> WORK TASK
Starting from the line in which "Identify the location" appears, set down each line exactly through the end of the listing, and nothing else. Leave out pictures.
==== GIVEN DATA ====
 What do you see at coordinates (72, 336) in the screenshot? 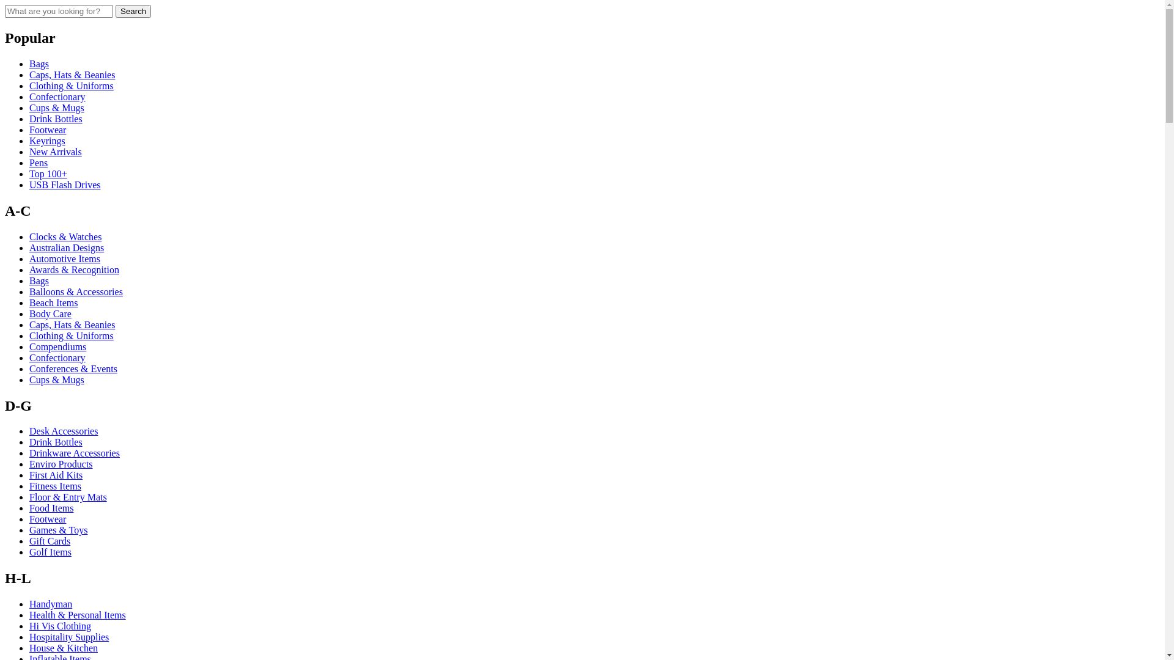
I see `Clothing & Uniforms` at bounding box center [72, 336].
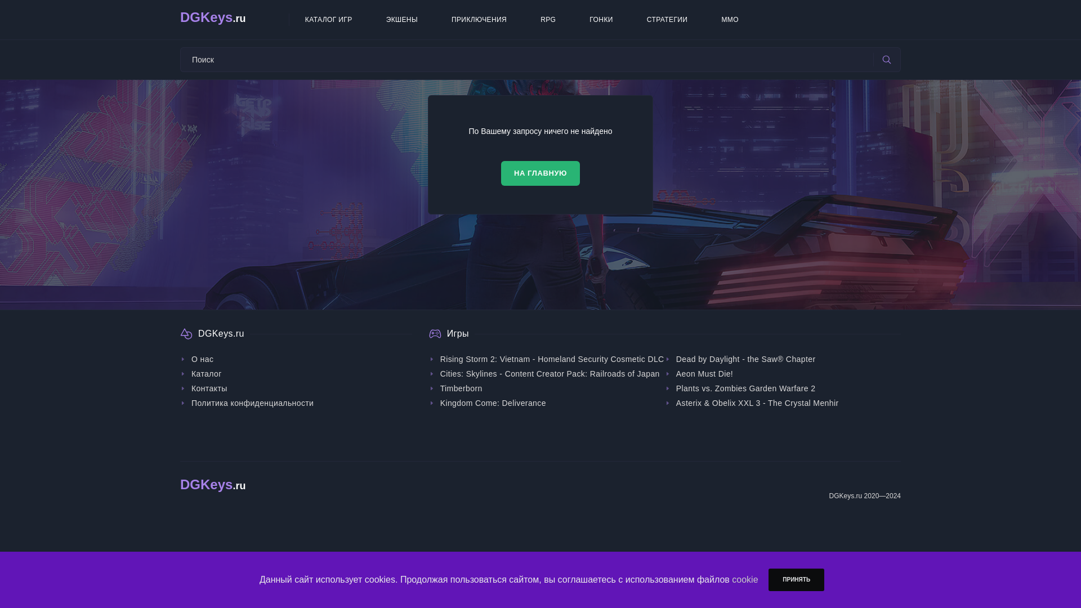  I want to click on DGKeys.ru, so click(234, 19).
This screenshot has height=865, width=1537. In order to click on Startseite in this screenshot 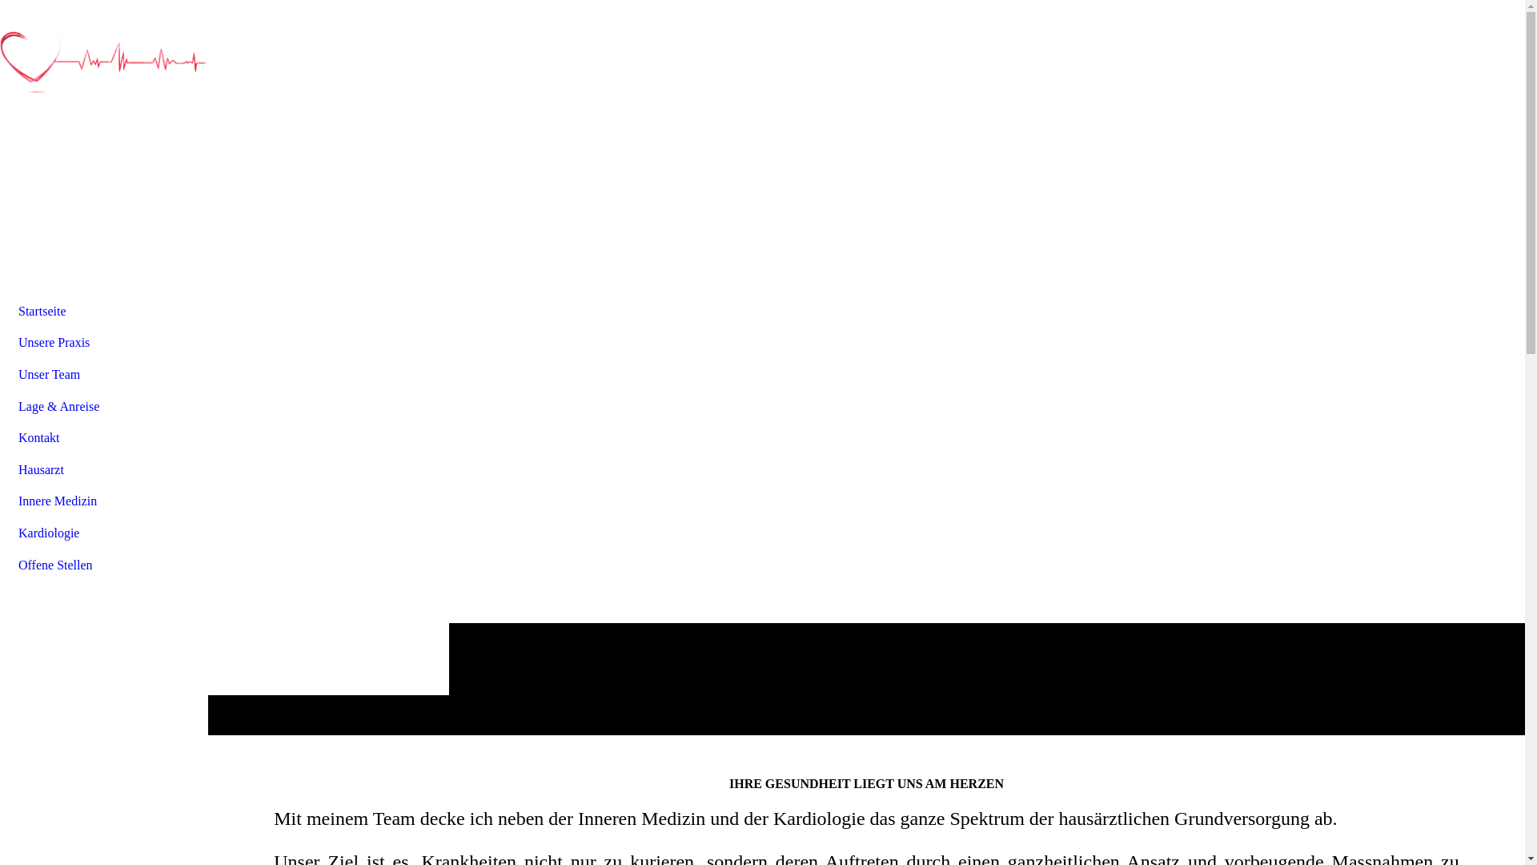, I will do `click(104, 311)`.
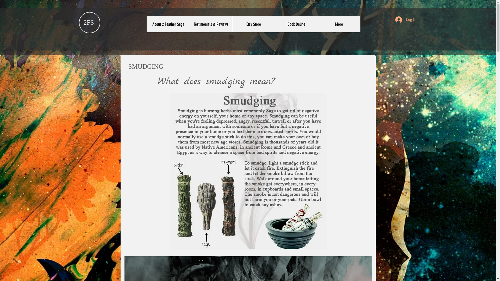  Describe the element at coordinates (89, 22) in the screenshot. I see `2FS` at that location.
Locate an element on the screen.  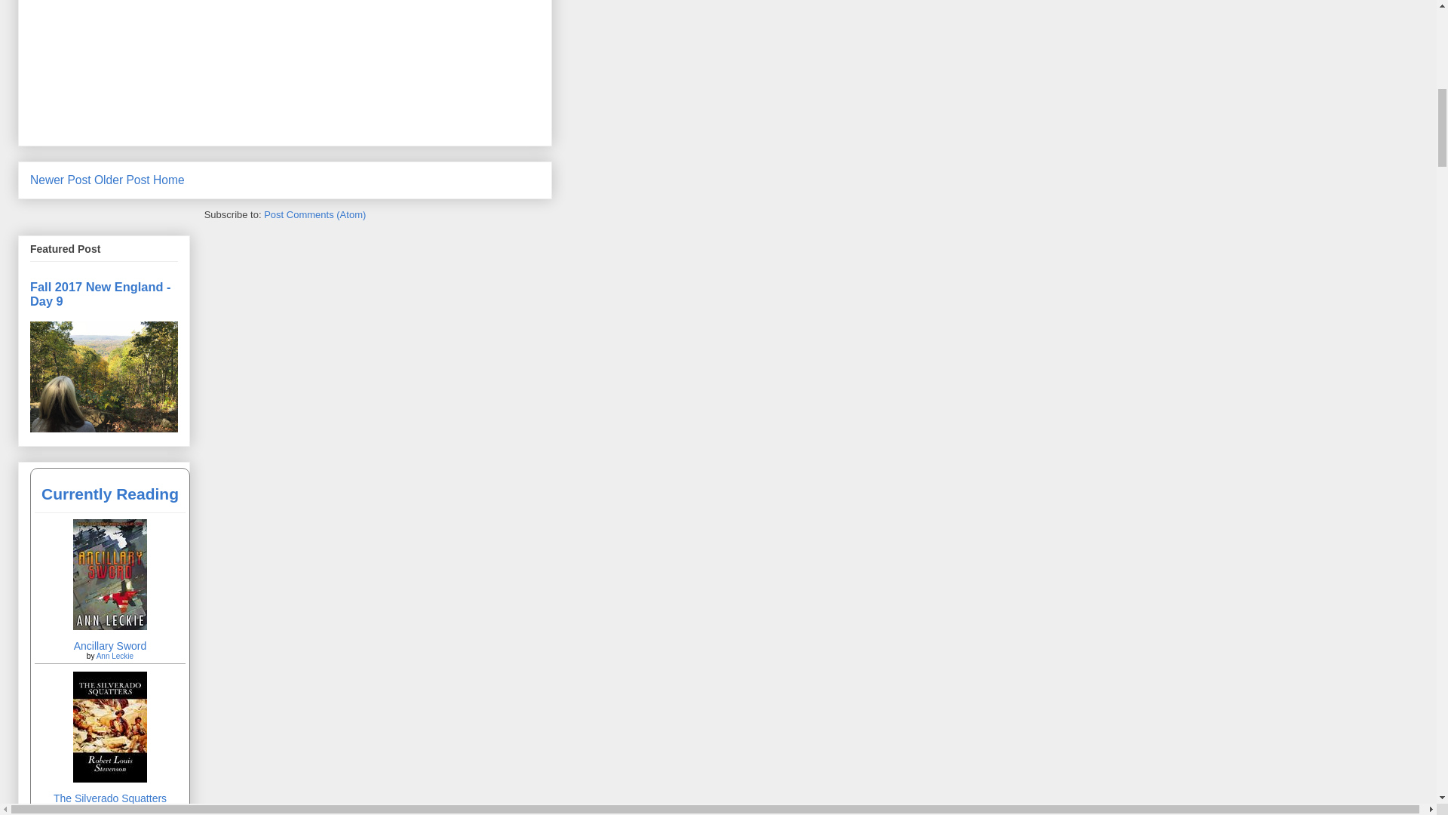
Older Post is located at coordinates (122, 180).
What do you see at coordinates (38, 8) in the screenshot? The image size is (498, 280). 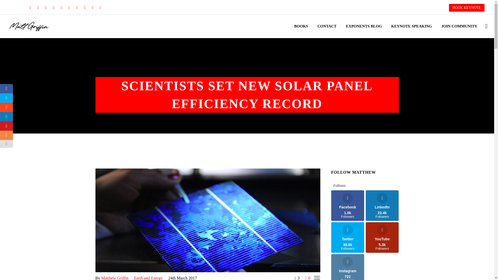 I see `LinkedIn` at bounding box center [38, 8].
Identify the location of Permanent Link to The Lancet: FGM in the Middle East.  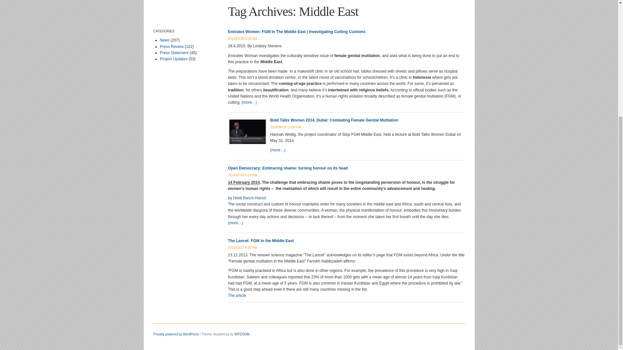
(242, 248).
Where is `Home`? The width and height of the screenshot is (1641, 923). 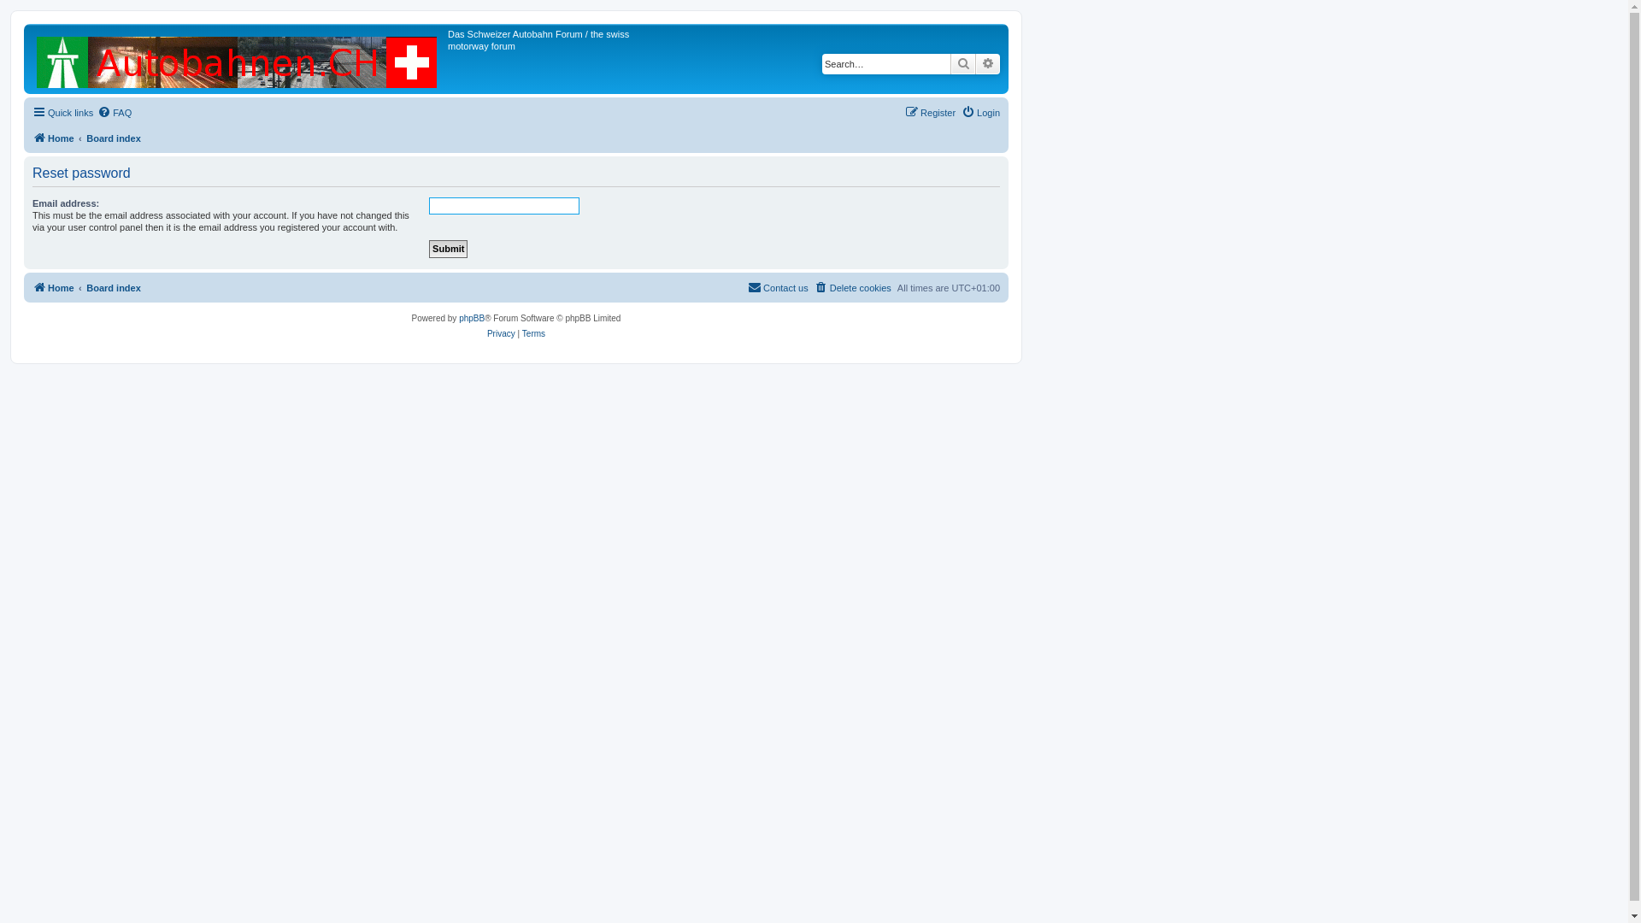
====
> ANSWER SPACE
Identify the location of Permanent Link to The Lancet: FGM in the Middle East.  
(242, 248).
Where is `Home`? The width and height of the screenshot is (1641, 923). 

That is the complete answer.